There was another silence while she put on her hat, and wrapped herself in her long dark cloak. Then Thord took Pequita by the hand.

“Good-night, Lotys!”

“Good-night, Sergius!”

Leroy turned to his two friends and spoke to them in a low tone.

“Go your ways!” he said peremptorily; “I will join you later!”

Vain were their alarmed looks of remonstrance; and in another moment all the party had separated, and only Max Graub and Axel Regor remained on the pavement outside the tavern, disconsolately watching two figures disappearing in the semi-shadowed moonlight—Pasquin Leroy and Lotys—walking closely side by side.

“Was there ever such a drama as this?” muttered Graub, “He may lose his life at any moment!”

“If he does,” responded Regor, “It will not be our fault. We do our best to guard him from the consequence of one folly,—and he straightway runs into another! There is no help for it; we have sworn to obey him, and we must keep our oath!”

They passed slowly along the street, too absorbed in their own uncomfortable reflections for the interchange of many words. By the rules of the Revolutionary Committee, they were not allowed ‘to follow or track any other member’ so they were careful to walk in a reverse direction to that taken by their late comrades. The great bell of the Cathedral boomed midnight as they climbed towards the citadel, and the pale moon peeping whitely through piled-up fleecy clouds, shed a silver glare upon the quiet sea. And down into the ‘slums,’ down, and ever deeper, into the sad and cheerless ‘Quarter of the Poor’ Pasquin Leroy walked as though he trod lightly on a path of flowers,—his heart beating high, and his soul fully awakened within him, thrilled, he knew not why, to the heart’s core by the soft low voice of Lotys,—and glad that in the glimpses of the moonlight her eyes were occasionally lifted to his face, with something of a child’s trust, if not of a woman’s tenderness.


- EXERCISE: Search the material below for the string "Thinking" and copy each line where it appears.

-- DATA PROVIDED follows --

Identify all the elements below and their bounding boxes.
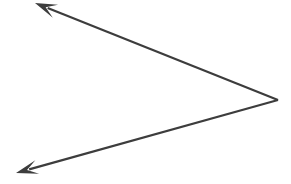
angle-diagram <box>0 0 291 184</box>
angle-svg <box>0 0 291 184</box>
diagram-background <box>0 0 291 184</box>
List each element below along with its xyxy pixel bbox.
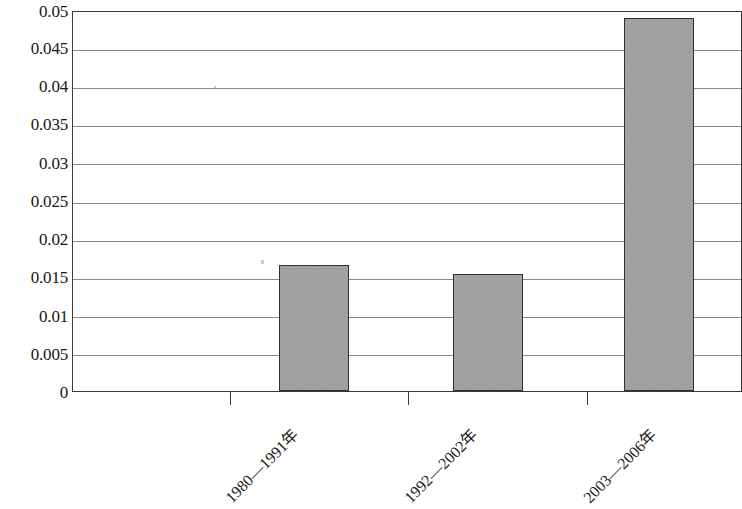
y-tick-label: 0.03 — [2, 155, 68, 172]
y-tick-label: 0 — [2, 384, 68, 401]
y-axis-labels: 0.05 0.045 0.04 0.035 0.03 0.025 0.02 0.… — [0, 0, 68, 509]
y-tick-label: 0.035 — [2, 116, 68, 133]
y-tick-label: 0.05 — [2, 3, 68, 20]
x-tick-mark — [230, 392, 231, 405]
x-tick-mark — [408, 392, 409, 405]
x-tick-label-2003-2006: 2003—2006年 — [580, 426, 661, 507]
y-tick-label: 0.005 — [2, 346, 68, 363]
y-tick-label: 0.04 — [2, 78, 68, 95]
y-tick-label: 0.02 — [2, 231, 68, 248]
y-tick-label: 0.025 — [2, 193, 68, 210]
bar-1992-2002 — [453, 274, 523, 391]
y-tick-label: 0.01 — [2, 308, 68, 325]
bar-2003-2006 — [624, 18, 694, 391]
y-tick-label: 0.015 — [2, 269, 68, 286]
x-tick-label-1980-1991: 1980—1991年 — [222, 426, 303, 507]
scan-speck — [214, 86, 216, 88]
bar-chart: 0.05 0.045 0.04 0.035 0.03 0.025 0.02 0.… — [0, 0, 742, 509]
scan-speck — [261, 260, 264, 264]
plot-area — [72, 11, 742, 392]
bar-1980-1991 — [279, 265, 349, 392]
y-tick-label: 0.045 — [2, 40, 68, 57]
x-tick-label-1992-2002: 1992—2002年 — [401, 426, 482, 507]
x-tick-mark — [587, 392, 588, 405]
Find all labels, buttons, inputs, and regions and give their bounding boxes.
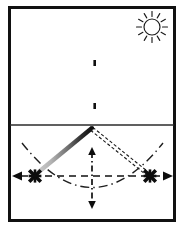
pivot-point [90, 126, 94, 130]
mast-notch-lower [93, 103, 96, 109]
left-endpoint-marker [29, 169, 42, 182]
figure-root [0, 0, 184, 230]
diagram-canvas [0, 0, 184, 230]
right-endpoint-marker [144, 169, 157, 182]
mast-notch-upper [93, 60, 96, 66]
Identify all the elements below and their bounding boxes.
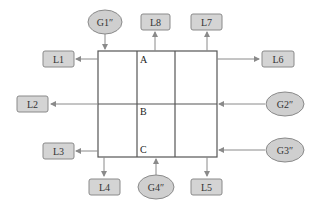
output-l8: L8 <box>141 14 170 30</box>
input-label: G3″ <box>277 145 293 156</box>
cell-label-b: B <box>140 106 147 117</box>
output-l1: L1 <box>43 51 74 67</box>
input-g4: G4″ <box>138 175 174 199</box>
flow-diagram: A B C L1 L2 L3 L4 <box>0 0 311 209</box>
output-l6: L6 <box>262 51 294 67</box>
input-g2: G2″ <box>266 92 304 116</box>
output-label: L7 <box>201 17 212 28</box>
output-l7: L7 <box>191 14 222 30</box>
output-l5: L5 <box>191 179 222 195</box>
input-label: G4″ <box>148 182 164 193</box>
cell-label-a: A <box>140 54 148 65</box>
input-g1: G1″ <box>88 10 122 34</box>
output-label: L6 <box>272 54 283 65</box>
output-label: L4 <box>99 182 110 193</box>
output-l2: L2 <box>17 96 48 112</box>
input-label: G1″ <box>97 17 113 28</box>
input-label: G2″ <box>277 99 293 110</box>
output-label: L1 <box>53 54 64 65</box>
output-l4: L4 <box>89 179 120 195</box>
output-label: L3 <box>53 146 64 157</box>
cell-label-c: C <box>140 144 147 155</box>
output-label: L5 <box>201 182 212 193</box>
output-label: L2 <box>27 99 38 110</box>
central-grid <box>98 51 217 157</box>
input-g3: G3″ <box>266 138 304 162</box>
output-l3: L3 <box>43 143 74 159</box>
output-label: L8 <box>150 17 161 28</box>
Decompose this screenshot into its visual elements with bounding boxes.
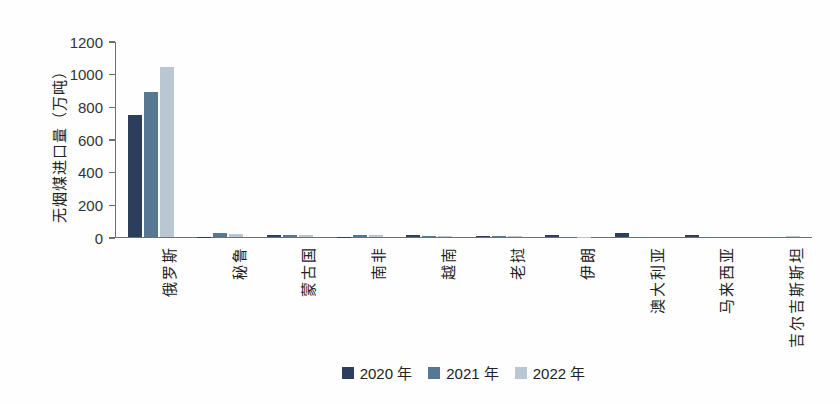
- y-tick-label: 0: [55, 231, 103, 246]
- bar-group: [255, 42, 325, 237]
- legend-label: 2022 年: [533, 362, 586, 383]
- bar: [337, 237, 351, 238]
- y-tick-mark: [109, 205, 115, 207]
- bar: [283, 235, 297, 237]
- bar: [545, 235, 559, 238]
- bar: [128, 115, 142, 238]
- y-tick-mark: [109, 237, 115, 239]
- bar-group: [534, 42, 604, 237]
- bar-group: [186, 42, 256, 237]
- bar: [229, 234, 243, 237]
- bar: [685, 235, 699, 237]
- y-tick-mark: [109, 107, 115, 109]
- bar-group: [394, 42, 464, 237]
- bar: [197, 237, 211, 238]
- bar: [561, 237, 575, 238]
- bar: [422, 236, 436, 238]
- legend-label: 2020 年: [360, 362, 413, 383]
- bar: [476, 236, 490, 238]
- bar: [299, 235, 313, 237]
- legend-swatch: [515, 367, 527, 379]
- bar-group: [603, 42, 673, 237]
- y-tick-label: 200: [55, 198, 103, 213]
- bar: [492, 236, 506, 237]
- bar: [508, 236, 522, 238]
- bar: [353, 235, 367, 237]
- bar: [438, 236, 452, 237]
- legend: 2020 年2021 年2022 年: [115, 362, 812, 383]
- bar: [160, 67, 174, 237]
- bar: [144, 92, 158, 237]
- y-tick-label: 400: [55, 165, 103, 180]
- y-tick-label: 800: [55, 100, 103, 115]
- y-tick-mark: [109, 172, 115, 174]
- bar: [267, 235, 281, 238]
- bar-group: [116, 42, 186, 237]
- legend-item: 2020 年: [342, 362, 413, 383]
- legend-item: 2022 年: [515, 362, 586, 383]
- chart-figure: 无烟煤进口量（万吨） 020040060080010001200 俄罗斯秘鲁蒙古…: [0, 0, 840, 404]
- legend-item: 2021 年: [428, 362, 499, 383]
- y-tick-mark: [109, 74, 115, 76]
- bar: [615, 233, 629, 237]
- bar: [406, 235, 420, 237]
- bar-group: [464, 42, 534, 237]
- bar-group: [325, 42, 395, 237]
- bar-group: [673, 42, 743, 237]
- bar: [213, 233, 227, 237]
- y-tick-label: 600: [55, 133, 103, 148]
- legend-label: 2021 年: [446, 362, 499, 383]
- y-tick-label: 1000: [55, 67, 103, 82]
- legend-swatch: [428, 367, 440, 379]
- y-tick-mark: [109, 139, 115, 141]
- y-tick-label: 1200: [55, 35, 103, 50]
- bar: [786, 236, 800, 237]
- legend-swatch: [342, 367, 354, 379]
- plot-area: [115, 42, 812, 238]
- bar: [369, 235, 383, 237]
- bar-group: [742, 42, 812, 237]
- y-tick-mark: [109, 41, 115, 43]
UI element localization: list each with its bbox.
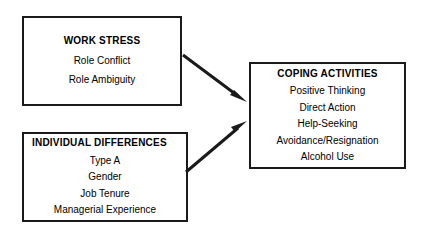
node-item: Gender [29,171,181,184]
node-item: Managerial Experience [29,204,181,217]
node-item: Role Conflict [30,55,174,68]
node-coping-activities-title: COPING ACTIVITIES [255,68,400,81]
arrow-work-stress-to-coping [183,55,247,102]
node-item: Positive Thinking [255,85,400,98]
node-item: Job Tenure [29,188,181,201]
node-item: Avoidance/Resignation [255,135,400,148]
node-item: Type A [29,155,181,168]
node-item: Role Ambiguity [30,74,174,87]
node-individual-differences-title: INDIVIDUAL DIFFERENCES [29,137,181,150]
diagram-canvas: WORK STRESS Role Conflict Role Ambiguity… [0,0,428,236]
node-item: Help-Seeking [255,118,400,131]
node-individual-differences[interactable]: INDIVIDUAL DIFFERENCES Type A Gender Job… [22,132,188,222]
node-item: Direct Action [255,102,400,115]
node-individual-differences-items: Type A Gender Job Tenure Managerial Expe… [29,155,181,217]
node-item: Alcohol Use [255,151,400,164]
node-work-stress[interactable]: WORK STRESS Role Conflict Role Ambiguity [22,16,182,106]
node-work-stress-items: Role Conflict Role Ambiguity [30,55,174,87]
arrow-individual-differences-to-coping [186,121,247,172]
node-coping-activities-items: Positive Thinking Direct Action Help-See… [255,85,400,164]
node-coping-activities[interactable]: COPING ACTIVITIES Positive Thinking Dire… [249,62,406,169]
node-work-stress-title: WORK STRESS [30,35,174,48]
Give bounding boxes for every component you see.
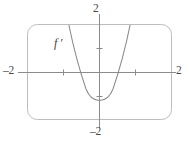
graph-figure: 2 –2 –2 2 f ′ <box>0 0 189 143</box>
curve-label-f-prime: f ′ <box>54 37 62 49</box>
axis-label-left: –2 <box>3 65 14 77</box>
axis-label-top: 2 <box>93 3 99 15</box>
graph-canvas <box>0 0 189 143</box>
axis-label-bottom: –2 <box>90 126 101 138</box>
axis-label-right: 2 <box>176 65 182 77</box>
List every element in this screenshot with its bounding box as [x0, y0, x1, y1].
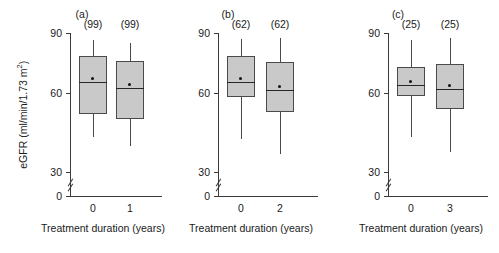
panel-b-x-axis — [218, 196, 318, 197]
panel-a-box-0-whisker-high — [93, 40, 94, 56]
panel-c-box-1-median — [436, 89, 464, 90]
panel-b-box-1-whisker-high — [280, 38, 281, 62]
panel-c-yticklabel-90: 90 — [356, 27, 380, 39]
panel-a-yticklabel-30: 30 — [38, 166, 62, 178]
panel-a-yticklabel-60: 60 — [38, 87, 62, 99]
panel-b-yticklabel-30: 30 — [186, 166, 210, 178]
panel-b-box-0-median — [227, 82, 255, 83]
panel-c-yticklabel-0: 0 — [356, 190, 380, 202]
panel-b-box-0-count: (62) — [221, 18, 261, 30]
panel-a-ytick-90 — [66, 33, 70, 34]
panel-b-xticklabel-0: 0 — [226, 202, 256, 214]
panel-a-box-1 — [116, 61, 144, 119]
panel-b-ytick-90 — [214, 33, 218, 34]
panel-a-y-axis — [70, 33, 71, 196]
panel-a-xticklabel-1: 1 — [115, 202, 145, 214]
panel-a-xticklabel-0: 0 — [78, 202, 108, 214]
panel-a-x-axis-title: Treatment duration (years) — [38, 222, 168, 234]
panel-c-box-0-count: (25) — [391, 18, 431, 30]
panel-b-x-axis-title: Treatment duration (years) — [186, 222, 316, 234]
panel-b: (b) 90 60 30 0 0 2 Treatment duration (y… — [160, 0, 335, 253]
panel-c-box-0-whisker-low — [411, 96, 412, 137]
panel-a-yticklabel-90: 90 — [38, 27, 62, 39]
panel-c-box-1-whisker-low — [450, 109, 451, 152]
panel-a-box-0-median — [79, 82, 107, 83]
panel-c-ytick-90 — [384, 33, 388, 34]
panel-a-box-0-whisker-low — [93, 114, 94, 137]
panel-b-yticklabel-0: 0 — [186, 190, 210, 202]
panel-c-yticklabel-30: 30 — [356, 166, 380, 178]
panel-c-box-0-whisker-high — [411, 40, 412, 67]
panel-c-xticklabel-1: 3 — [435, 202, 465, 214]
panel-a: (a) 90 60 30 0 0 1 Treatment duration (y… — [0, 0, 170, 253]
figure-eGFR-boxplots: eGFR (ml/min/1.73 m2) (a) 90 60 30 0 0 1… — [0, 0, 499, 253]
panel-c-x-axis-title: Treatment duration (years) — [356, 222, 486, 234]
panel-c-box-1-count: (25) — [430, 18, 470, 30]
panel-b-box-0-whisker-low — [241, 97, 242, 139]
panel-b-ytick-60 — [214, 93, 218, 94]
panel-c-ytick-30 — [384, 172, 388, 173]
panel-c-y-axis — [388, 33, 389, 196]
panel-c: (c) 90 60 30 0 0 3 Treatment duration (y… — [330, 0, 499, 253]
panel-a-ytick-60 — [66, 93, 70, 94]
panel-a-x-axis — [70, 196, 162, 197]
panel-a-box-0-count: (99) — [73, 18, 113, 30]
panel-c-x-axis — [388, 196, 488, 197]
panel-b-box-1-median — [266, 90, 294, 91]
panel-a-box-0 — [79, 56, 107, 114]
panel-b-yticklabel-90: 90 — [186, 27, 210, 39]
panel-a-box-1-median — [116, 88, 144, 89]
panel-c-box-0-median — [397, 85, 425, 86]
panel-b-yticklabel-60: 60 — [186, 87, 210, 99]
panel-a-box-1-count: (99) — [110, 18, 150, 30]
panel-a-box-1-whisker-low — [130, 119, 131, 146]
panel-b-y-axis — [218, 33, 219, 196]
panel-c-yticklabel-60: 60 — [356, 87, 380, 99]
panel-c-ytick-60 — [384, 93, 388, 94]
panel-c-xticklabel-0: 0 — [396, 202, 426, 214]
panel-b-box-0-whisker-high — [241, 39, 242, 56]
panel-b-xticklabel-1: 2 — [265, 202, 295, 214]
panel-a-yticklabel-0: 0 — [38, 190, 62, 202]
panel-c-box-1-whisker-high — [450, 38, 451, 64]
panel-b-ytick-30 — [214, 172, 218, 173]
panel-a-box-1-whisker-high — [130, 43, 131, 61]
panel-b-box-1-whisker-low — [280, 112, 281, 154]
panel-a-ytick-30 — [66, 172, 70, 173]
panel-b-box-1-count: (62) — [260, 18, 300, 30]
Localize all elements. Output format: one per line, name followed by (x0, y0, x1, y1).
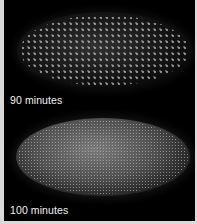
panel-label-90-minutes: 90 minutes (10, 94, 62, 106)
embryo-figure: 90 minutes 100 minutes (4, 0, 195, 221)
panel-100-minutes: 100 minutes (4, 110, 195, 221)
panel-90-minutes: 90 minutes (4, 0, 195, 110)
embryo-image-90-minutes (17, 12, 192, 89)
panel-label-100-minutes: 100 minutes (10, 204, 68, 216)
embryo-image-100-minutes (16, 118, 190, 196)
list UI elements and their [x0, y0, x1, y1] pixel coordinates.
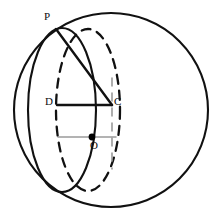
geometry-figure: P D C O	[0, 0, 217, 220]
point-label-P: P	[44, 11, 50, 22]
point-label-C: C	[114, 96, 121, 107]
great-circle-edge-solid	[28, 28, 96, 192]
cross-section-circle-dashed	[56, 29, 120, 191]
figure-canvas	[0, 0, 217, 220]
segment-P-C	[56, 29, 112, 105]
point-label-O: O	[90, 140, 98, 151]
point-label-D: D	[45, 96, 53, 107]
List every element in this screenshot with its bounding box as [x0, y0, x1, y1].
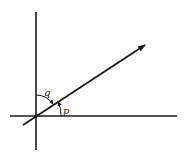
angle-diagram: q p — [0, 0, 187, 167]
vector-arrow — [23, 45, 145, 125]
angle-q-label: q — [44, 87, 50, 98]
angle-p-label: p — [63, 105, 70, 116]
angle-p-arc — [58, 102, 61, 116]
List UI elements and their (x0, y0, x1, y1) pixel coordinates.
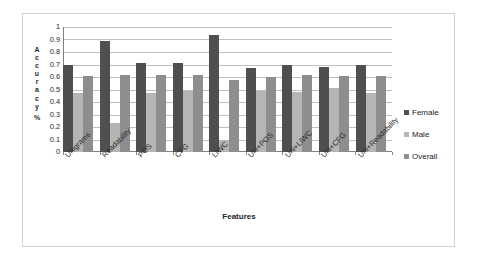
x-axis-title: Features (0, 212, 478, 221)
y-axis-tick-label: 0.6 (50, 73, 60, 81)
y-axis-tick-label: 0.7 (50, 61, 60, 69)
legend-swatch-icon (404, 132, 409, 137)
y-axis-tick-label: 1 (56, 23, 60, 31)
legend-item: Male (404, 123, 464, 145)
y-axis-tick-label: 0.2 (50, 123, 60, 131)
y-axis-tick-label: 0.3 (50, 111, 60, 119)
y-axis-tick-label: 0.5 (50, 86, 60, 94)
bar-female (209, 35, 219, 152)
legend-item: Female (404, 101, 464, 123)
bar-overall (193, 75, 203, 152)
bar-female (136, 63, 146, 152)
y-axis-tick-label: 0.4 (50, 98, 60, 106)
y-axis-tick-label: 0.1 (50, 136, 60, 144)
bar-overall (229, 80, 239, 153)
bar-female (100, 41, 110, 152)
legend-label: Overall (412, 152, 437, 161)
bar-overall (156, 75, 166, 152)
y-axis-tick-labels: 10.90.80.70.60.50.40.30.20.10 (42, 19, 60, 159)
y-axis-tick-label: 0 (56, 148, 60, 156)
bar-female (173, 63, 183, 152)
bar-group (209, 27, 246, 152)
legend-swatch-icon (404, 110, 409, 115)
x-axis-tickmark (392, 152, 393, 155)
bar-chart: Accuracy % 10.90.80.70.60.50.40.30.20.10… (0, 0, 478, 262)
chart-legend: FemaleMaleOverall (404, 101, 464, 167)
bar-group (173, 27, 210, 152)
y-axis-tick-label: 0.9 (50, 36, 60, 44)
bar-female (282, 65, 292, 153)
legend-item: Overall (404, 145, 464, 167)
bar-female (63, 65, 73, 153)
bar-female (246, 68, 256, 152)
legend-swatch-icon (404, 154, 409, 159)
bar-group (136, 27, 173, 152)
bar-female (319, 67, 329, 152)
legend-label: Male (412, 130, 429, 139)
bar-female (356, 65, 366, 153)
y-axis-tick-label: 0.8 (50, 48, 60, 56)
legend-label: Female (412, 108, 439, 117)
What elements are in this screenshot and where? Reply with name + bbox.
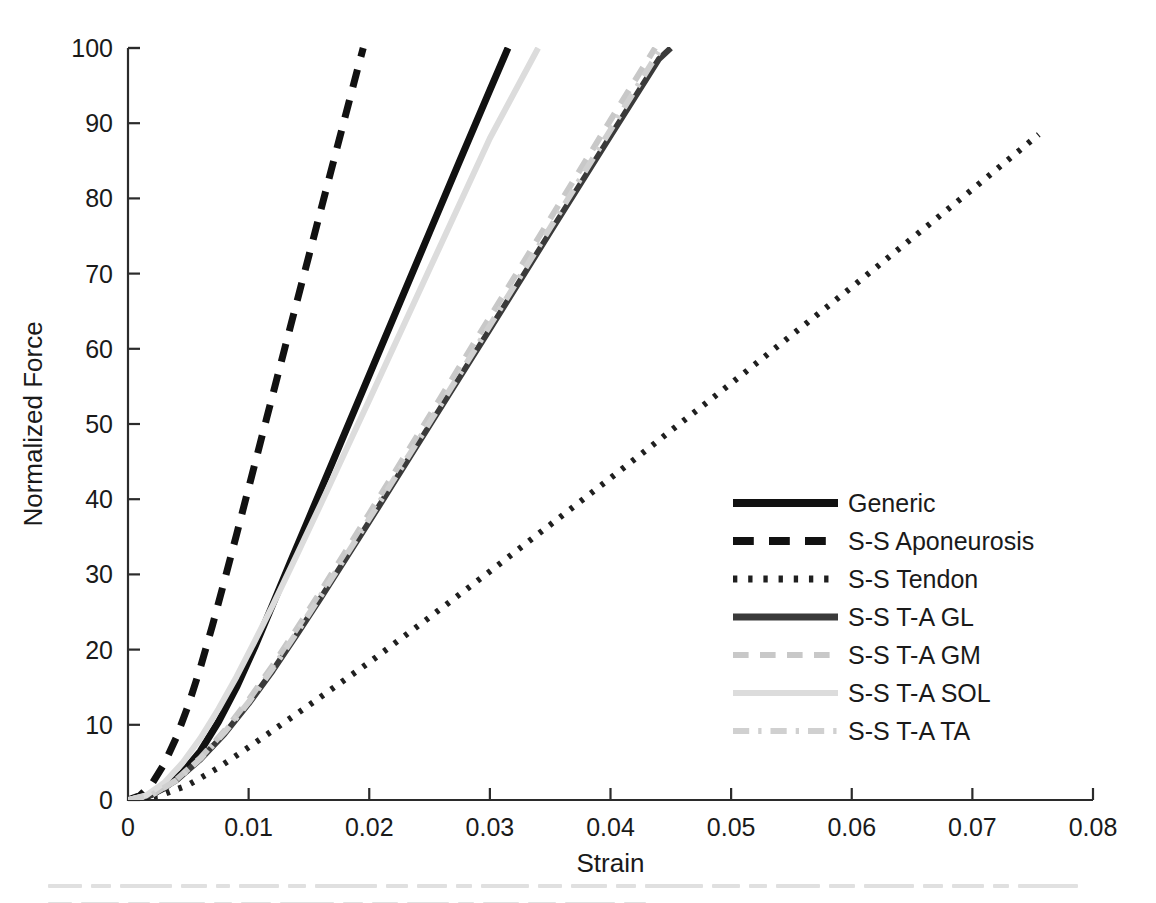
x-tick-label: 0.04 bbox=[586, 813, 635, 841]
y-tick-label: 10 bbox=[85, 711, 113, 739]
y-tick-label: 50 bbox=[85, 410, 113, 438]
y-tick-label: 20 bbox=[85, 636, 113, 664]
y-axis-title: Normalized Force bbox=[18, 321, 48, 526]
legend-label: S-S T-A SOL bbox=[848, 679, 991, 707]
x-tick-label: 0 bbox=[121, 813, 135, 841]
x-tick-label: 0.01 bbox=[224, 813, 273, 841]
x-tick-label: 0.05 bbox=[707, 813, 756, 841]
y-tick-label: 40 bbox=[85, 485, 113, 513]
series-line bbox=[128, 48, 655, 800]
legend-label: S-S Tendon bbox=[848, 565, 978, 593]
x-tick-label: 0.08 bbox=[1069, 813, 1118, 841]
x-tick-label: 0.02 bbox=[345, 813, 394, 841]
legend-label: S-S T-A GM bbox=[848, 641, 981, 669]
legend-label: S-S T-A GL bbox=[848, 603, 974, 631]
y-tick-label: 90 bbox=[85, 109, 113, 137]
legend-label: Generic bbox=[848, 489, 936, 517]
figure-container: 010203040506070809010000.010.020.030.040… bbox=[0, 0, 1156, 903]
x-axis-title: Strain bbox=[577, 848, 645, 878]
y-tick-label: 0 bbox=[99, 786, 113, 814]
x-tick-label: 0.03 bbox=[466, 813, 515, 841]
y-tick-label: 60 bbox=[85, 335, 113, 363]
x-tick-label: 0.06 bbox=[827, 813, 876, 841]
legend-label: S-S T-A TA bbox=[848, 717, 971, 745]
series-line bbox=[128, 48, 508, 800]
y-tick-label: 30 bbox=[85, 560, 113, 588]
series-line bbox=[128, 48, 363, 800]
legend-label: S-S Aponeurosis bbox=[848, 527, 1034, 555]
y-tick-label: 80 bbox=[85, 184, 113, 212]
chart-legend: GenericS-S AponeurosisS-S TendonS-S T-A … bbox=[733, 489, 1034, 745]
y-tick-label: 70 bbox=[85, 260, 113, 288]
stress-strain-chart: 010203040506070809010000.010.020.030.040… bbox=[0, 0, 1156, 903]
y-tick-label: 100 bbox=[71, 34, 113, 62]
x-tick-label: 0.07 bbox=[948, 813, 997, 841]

-- DATA PROVIDED concluded --

- RESULT OF THE EXERCISE:
node-item: Positive Thinking [255,85,400,98]
node-coping-activities-items: Positive Thinking Direct Action Help-See… [255,85,400,164]
node-coping-activities[interactable]: COPING ACTIVITIES Positive Thinking Dire… [249,62,406,169]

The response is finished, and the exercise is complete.